Of course I value the rational aspect of our faith — that goes without saying. But the older I get the more I value what I see as ‘the heart of our faith,’ the warmth, the caring, concern and compassion…the heart.
In some ways I see the Hebrew Scriptures as representing the rational part of our faith while the Christian Scriptures tend to focus on the heart…like the letter of the law balanced by the spirit of the law … the rational balanced by the spiritual.
Jesus said, “Blessed are the pure in heart.” What’s your take on that assertion? I take the phrase ‘pure in heart’ to mean persons whose motives are clear and clean – without personal gain. I would say that ‘pure in heart’ means ‘a nice person.’ A good person. It’s not complicated. ‘Keep it simple.’
Jesus, as I understand it, had no intention of leaving his Judaism; he wanted to balance the letter of the law of the Torah with the spirit, asking, ‘Is the Sabbath made for man or is man made for the Sabbath?’ He wanted to promote the human aspect of religion.
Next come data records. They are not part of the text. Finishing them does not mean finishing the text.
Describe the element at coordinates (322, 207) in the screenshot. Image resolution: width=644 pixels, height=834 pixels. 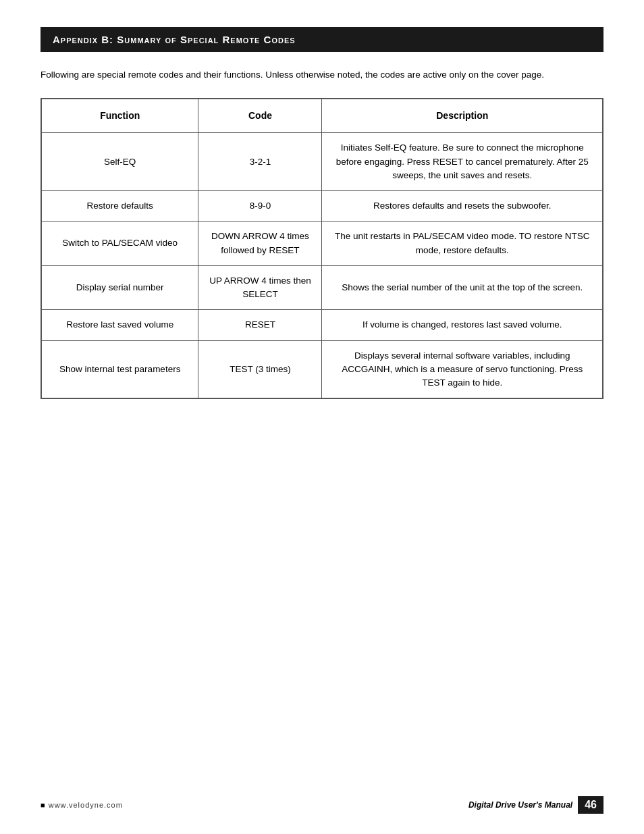
I see `table-row: Restore defaults8-9-0Restores defaults a…` at that location.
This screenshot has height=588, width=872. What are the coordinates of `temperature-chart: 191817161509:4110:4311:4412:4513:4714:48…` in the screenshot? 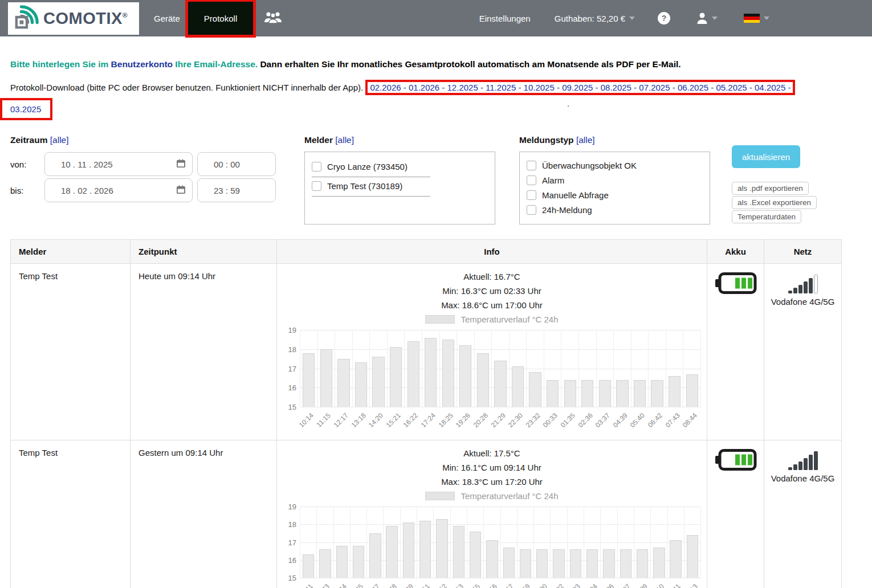 It's located at (492, 547).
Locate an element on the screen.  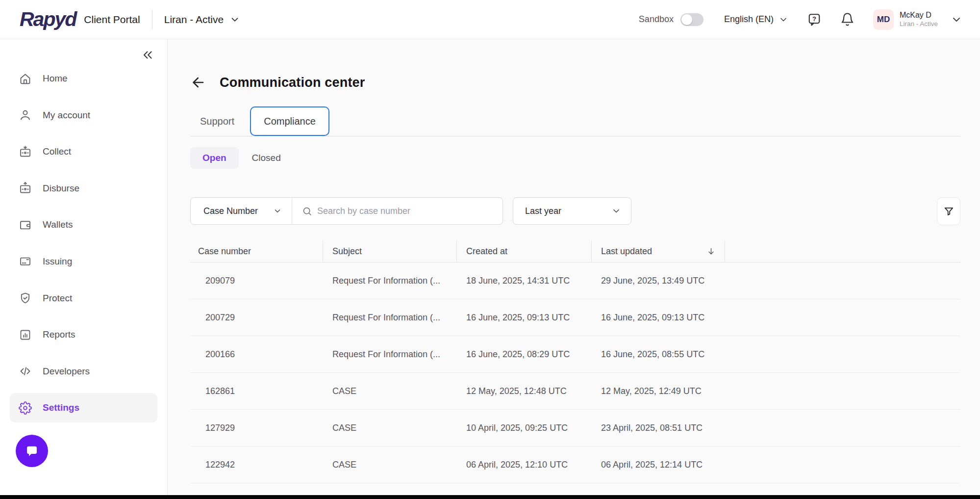
status-filter-group: Open Closed is located at coordinates (576, 158).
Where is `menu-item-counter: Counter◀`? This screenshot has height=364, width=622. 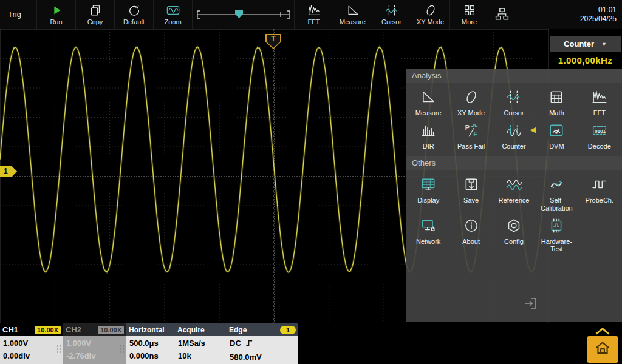 menu-item-counter: Counter◀ is located at coordinates (514, 136).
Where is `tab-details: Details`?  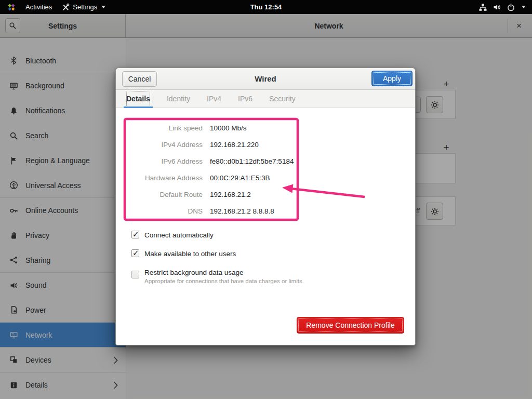 tab-details: Details is located at coordinates (138, 99).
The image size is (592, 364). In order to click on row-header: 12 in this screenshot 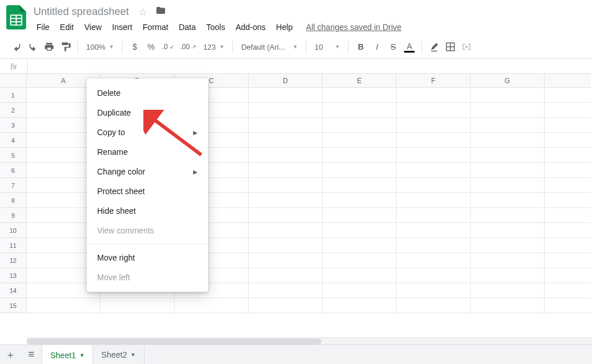, I will do `click(13, 261)`.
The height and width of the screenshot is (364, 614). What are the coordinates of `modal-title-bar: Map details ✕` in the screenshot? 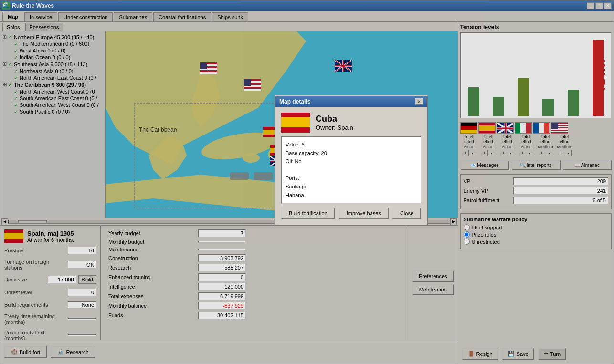 It's located at (351, 102).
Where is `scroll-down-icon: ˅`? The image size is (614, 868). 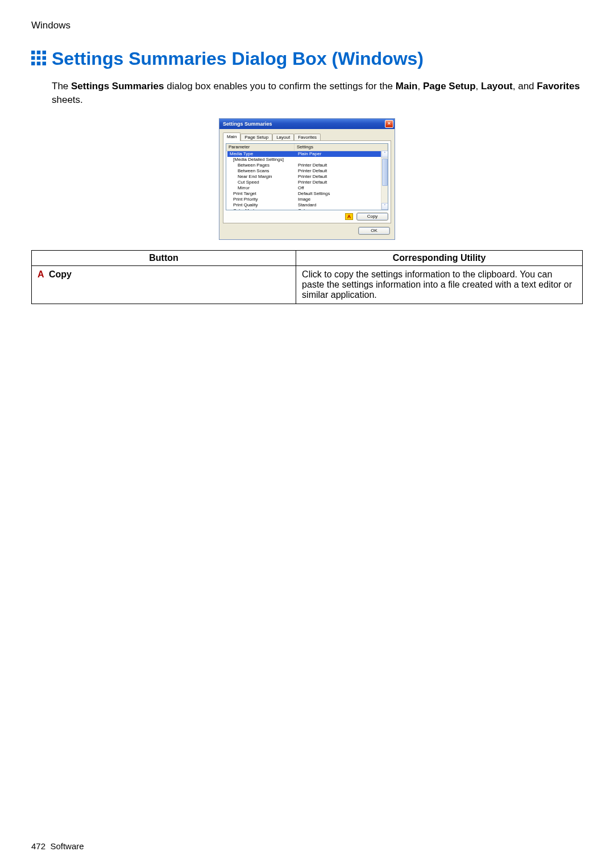 scroll-down-icon: ˅ is located at coordinates (385, 206).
The heart!
The names of the Biblical collections are a bit unfortunate – we call the early Hebrew Scripture ‘the old testament,’ and it has a connotation like an old shoe, or the old ways, replaced by a more up to date New Testament.
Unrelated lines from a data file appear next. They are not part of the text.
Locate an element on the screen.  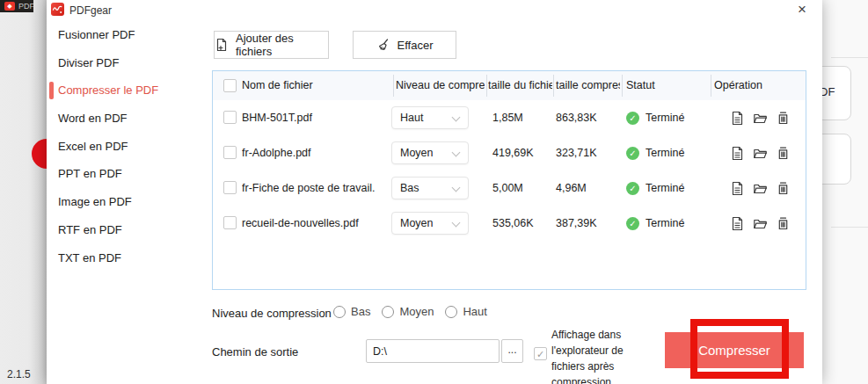
table-row: fr-Adolphe.pdf Moyen 419,69K 323,71K ✓ T… is located at coordinates (509, 153).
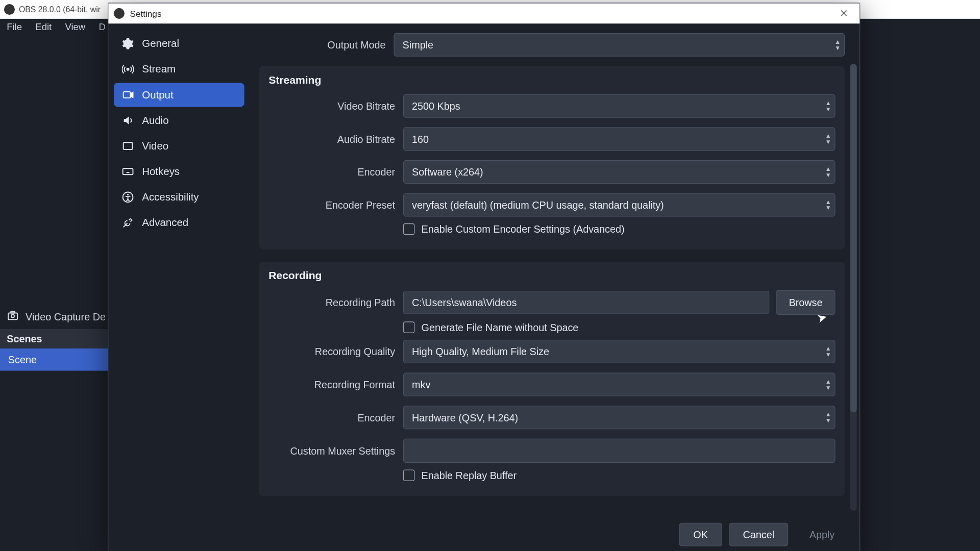 This screenshot has width=980, height=551. What do you see at coordinates (65, 316) in the screenshot?
I see `source-label: Video Capture De` at bounding box center [65, 316].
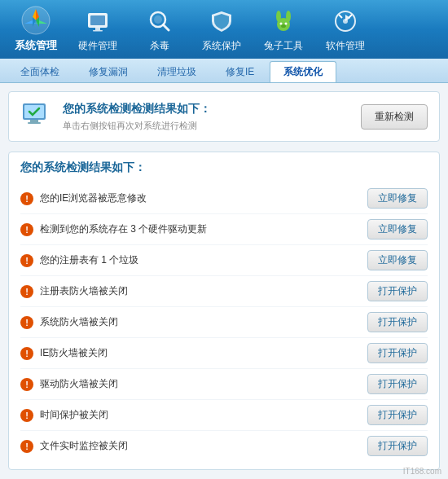 This screenshot has width=448, height=479. What do you see at coordinates (194, 415) in the screenshot?
I see `result-row-left: !时间保护被关闭` at bounding box center [194, 415].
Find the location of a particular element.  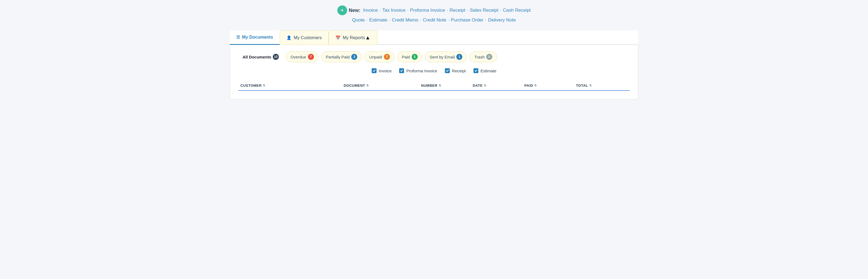

filter-paid-count: 3 is located at coordinates (415, 57).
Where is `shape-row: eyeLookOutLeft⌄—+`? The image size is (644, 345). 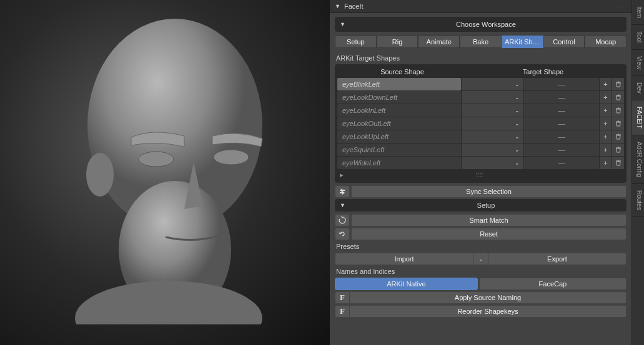 shape-row: eyeLookOutLeft⌄—+ is located at coordinates (481, 124).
But there’s really nothing new in the so-called New Testament, it’s a re-telling of the old, emphasizing the balance between the letter and the spirit, the literal and the … it’s a theological interpretation of the old.
This comes through in Paul’s letter to the Corinthians where he talks about love…the spirit…I Cor 13: “If I speak in the tongues of men and of angels, but have not love, I am a noisy gong or a clanging cymbal. And if I have prophetic powers, and understand all mysteries and all knowledge, and if I have all faith, so as to remove mountains, but have not love, I am nothing. If I give away all I have, and if I deliver my body to be burned, but have not love, I gain nothing. Love is patient and kind; love is not jealous or boastful; it is not arrogant or rude. Love does not insist on its own way; it is not irritable or resentful; it does not rejoice at wrong, but rejoices in the right. Love bears all things, believes all things, hopes all things, endures all things. Love never ends; as for prophecies, they will pass away; as for tongues, they will cease; as for knowledge, it will pass away. For our knowledge is imperfect and our prophecy is imperfect; but when the perfect comes, the imperfect will pass away. When I was a child, I spoke like a child, I thought like a child, I reasoned like a child; when I became a man, I gave up childish ways. For now we see in a mirror dimly, but then face to face. Now I know in part; then I shall understand fully, even as I have been fully understood. So faith, hope, love abide, these three; but the greatest of these is love.”
The heart of our faith is what motivates us to work for social justice, to respond to other’s needs – it’s about compassion. There’s a limit to compassion, of course – one can easily get ‘compassion fatigue.’ So you have to step back, pull in, and take care of yourself.
Put your own oxygen mask on first!
The heart of our faith motivates our shawl ministry program; and a Small Group Ministry program; and the Circles of Care.
Our Sunday morning candle lighting touches the heart of our faith. Poetry, music and silent meditation touch the heart of our faith.
The heart of our faith is whatever gets us more in touch with their own heart and to have a pure heart, increasing the capacity to love.
It’s not complicated, but it is demanding.